Berry on Early Modern Information

I admit that I’m a great admirer of Berry, but this is going to be fun. My own thoughts about Early modern Japan as an intellectual renaissance are going to have to be tested against this scholarship.

The University of California Press is pleased to announce the publication of:

Japan in Print: Information and Nation in the Early Modern Period

Mary Elizabeth Berry is Professor of History at the University of California, Berkeley. She is the author of _The Culture of Civil War in Kyoto_ (California, 1994) and _Hideyoshi_ (1982).

“In _Japan in Print_, Mary Elizabeth Berry crisply condenses a remarkable amount of primary research on difficult and little-known materials, and it interprets those materials in a highly original framework.”-Karen E. Wigen, author of _The Making of a Japanese Periphery, 1750-1920_

A quiet revolution in knowledge separated the early modern period in Japan from all previous time. After 1600, self-appointed investigators used the model of the land and cartographic surveys of the newly unified state to observe and order subjects such as agronomy, medicine, gastronomy, commerce, travel, and entertainment. They subsequently circulated their findings through a variety of commercially printed texts: maps, gazetteers, family encyclopedias, urban directories, travel guides, official personnel rosters, and instruction manuals for everything from farming to lovemaking. In this original and gracefully written book, Mary Elizabeth Berry considers the social processes that drove the information explosion of the 1600s. Inviting readers to examine the contours and
meanings of this transformation, Berry provides a fascinating account of the conversion of the public from an object of state surveillance into a subject of self-knowledge.

Full information about the book, including the table of contents, is available online: http://go.ucpress.edu/Berry

The use of maps and visual materials in Culture of Civil War gives us some hints about the direction she’s likely going here. I love my job.

2 Comments

  1. This “quiet revolution” owed much to Oda Nobunaga and Hashiba (Toyotomi) Hideyoshi! The miltary stability which they brought to Japan coupled with Hideyoshi’s cadastral survey, the control/suppression of foreign distractors represented by the Portuguese and Dutch countervailing interests, and the ordering and organization of the shoguns provided opportunities for intellectual and commercial elements to propel society forward. Japan certainly had had a “quiet” industrial revolution which Westerners failed to appreciate fully since it didn’t look just like the Western model. It appears that Berry’s book may play a useful role in highlighting an important and somewhat overlooked transition.

    Doc Rock

  2. I think she’s taking the transition to peace pretty much as given (having covered most of that ground in Hideyoshi, though there’s been some revision of that in the intervening years) and is focusing on the “print revolution” aspect of the 16-17th centuries. But I won’t know for sure until I read it.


What you have to do: Below this task are records; return each one exactly and omit its images.

Dataset extract:
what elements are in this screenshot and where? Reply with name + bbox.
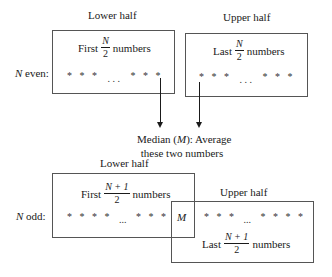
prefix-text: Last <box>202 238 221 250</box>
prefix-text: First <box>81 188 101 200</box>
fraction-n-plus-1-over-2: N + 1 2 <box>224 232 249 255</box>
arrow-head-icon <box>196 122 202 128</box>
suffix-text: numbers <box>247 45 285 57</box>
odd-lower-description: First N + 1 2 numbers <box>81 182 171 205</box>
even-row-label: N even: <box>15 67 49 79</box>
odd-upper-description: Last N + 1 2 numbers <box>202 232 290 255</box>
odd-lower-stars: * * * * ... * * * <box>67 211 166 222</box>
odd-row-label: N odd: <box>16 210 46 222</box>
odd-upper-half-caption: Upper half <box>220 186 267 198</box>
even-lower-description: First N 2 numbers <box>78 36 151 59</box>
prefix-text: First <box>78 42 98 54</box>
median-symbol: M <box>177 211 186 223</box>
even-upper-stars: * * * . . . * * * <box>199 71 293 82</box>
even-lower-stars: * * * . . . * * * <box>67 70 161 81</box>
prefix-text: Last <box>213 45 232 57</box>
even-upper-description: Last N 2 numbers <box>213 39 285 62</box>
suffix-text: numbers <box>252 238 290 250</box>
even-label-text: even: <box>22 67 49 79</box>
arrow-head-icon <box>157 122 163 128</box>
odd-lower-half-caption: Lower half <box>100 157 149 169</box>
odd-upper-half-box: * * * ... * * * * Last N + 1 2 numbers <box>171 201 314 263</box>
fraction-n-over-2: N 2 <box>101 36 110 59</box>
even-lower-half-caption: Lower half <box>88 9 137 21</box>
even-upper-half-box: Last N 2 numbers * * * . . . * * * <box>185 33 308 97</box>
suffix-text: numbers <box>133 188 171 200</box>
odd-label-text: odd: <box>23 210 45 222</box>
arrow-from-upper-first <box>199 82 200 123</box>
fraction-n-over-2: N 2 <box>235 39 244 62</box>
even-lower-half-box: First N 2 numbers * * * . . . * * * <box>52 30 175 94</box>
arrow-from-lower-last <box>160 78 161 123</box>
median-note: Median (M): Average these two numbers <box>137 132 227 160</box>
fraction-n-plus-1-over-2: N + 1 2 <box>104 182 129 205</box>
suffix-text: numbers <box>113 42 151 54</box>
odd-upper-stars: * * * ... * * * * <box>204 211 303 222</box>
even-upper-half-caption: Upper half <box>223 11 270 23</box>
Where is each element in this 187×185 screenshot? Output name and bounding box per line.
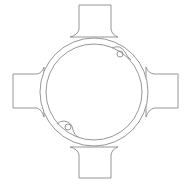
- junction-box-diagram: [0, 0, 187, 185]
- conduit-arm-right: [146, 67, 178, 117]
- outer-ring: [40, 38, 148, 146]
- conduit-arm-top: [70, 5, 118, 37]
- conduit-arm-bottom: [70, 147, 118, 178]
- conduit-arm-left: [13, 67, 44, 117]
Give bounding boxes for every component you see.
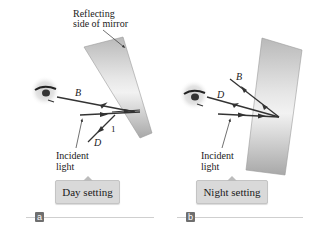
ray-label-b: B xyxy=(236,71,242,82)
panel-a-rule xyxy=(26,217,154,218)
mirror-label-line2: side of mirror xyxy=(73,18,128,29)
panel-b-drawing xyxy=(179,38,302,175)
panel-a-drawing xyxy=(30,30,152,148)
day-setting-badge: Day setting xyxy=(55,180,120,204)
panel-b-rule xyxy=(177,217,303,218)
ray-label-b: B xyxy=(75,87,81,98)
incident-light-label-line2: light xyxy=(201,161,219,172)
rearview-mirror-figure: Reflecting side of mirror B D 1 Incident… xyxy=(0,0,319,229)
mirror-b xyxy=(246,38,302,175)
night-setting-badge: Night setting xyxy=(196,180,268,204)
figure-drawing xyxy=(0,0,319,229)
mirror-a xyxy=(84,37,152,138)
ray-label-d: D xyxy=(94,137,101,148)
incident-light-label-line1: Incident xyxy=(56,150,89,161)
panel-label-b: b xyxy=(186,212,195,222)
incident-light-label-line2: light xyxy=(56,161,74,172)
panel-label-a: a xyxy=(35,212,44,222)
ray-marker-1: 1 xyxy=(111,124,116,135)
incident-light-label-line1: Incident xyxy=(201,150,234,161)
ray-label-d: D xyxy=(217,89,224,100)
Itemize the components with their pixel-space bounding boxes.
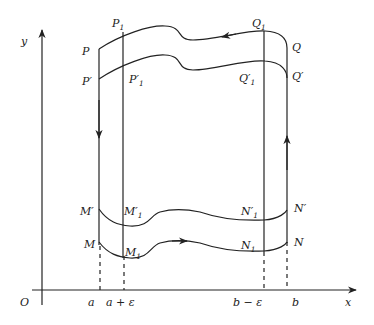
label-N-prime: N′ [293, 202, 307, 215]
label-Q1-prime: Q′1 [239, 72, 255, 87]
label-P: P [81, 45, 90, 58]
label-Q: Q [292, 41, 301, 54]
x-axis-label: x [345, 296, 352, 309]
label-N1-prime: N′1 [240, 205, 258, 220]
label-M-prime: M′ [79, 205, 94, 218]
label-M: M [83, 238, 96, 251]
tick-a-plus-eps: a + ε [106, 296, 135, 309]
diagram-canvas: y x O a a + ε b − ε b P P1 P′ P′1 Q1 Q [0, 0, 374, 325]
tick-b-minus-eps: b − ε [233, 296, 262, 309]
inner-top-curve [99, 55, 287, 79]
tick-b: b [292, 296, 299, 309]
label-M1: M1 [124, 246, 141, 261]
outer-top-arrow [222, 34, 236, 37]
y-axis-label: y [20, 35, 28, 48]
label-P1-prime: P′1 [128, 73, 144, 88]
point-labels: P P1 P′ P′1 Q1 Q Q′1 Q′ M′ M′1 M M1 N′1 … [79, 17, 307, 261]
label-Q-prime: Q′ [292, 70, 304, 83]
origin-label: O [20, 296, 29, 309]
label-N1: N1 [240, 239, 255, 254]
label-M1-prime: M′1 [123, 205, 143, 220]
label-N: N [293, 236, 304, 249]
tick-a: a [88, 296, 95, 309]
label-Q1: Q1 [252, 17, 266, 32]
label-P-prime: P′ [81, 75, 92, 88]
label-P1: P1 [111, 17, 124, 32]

Task response:
what elements are in this screenshot and where? Reply with name + bbox.
prefix-text: Last <box>202 238 221 250</box>
prefix-text: First <box>81 188 101 200</box>
fraction-n-plus-1-over-2: N + 1 2 <box>224 232 249 255</box>
arrow-head-icon <box>196 122 202 128</box>
suffix-text: numbers <box>247 45 285 57</box>
odd-lower-description: First N + 1 2 numbers <box>81 182 171 205</box>
even-row-label: N even: <box>15 67 49 79</box>
odd-upper-description: Last N + 1 2 numbers <box>202 232 290 255</box>
odd-lower-stars: * * * * ... * * * <box>67 211 166 222</box>
odd-row-label: N odd: <box>16 210 46 222</box>
odd-upper-half-caption: Upper half <box>220 186 267 198</box>
even-lower-description: First N 2 numbers <box>78 36 151 59</box>
prefix-text: First <box>78 42 98 54</box>
median-symbol: M <box>177 211 186 223</box>
even-upper-stars: * * * . . . * * * <box>199 71 293 82</box>
even-lower-stars: * * * . . . * * * <box>67 70 161 81</box>
prefix-text: Last <box>213 45 232 57</box>
even-upper-description: Last N 2 numbers <box>213 39 285 62</box>
suffix-text: numbers <box>252 238 290 250</box>
even-label-text: even: <box>22 67 49 79</box>
arrow-head-icon <box>157 122 163 128</box>
odd-lower-half-caption: Lower half <box>100 157 149 169</box>
odd-upper-half-box: * * * ... * * * * Last N + 1 2 numbers <box>171 201 314 263</box>
fraction-n-over-2: N 2 <box>101 36 110 59</box>
even-lower-half-caption: Lower half <box>88 9 137 21</box>
even-upper-half-box: Last N 2 numbers * * * . . . * * * <box>185 33 308 97</box>
suffix-text: numbers <box>133 188 171 200</box>
odd-label-text: odd: <box>23 210 45 222</box>
arrow-from-upper-first <box>199 82 200 123</box>
fraction-n-over-2: N 2 <box>235 39 244 62</box>
even-lower-half-box: First N 2 numbers * * * . . . * * * <box>52 30 175 94</box>
arrow-from-lower-last <box>160 78 161 123</box>
median-note: Median (M): Average these two numbers <box>137 132 227 160</box>
fraction-n-plus-1-over-2: N + 1 2 <box>104 182 129 205</box>
suffix-text: numbers <box>113 42 151 54</box>
odd-upper-stars: * * * ... * * * * <box>204 211 303 222</box>
even-upper-half-caption: Upper half <box>223 11 270 23</box>
Where is each element in this 187×185 screenshot? Output name and bounding box per line.
- junction-box-diagram: [0, 0, 187, 185]
- conduit-arm-right: [146, 67, 178, 117]
- outer-ring: [40, 38, 148, 146]
- conduit-arm-top: [70, 5, 118, 37]
- conduit-arm-bottom: [70, 147, 118, 178]
- conduit-arm-left: [13, 67, 44, 117]
Give bounding boxes for every component you see.
ray-label-b: B xyxy=(236,71,242,82)
panel-a-rule xyxy=(26,217,154,218)
mirror-label-line2: side of mirror xyxy=(73,18,128,29)
panel-b-drawing xyxy=(179,38,302,175)
panel-a-drawing xyxy=(30,30,152,148)
day-setting-badge: Day setting xyxy=(55,180,120,204)
panel-b-rule xyxy=(177,217,303,218)
ray-label-b: B xyxy=(75,87,81,98)
incident-light-label-line2: light xyxy=(201,161,219,172)
rearview-mirror-figure: Reflecting side of mirror B D 1 Incident… xyxy=(0,0,319,229)
mirror-b xyxy=(246,38,302,175)
night-setting-badge: Night setting xyxy=(196,180,268,204)
figure-drawing xyxy=(0,0,319,229)
mirror-a xyxy=(84,37,152,138)
ray-label-d: D xyxy=(94,137,101,148)
incident-light-label-line1: Incident xyxy=(56,150,89,161)
panel-label-b: b xyxy=(186,212,195,222)
incident-light-label-line2: light xyxy=(56,161,74,172)
panel-label-a: a xyxy=(35,212,44,222)
ray-marker-1: 1 xyxy=(111,124,116,135)
incident-light-label-line1: Incident xyxy=(201,150,234,161)
ray-label-d: D xyxy=(217,89,224,100)
Itemize the components with their pixel-space bounding boxes.
label-N-prime: N′ [293, 202, 307, 215]
label-Q1-prime: Q′1 [239, 72, 255, 87]
label-P: P [81, 45, 90, 58]
label-Q: Q [292, 41, 301, 54]
x-axis-label: x [345, 296, 352, 309]
label-N1-prime: N′1 [240, 205, 258, 220]
label-M-prime: M′ [79, 205, 94, 218]
label-M: M [83, 238, 96, 251]
tick-a-plus-eps: a + ε [106, 296, 135, 309]
diagram-canvas: y x O a a + ε b − ε b P P1 P′ P′1 Q1 Q [0, 0, 374, 325]
tick-b-minus-eps: b − ε [233, 296, 262, 309]
inner-top-curve [99, 55, 287, 79]
tick-b: b [292, 296, 299, 309]
label-M1: M1 [124, 246, 141, 261]
outer-top-arrow [222, 34, 236, 37]
y-axis-label: y [20, 35, 28, 48]
label-P1-prime: P′1 [128, 73, 144, 88]
point-labels: P P1 P′ P′1 Q1 Q Q′1 Q′ M′ M′1 M M1 N′1 … [79, 17, 307, 261]
label-Q-prime: Q′ [292, 70, 304, 83]
origin-label: O [20, 296, 29, 309]
label-N1: N1 [240, 239, 255, 254]
label-M1-prime: M′1 [123, 205, 143, 220]
label-N: N [293, 236, 304, 249]
tick-a: a [88, 296, 95, 309]
label-Q1: Q1 [252, 17, 266, 32]
label-P-prime: P′ [81, 75, 92, 88]
label-P1: P1 [111, 17, 124, 32]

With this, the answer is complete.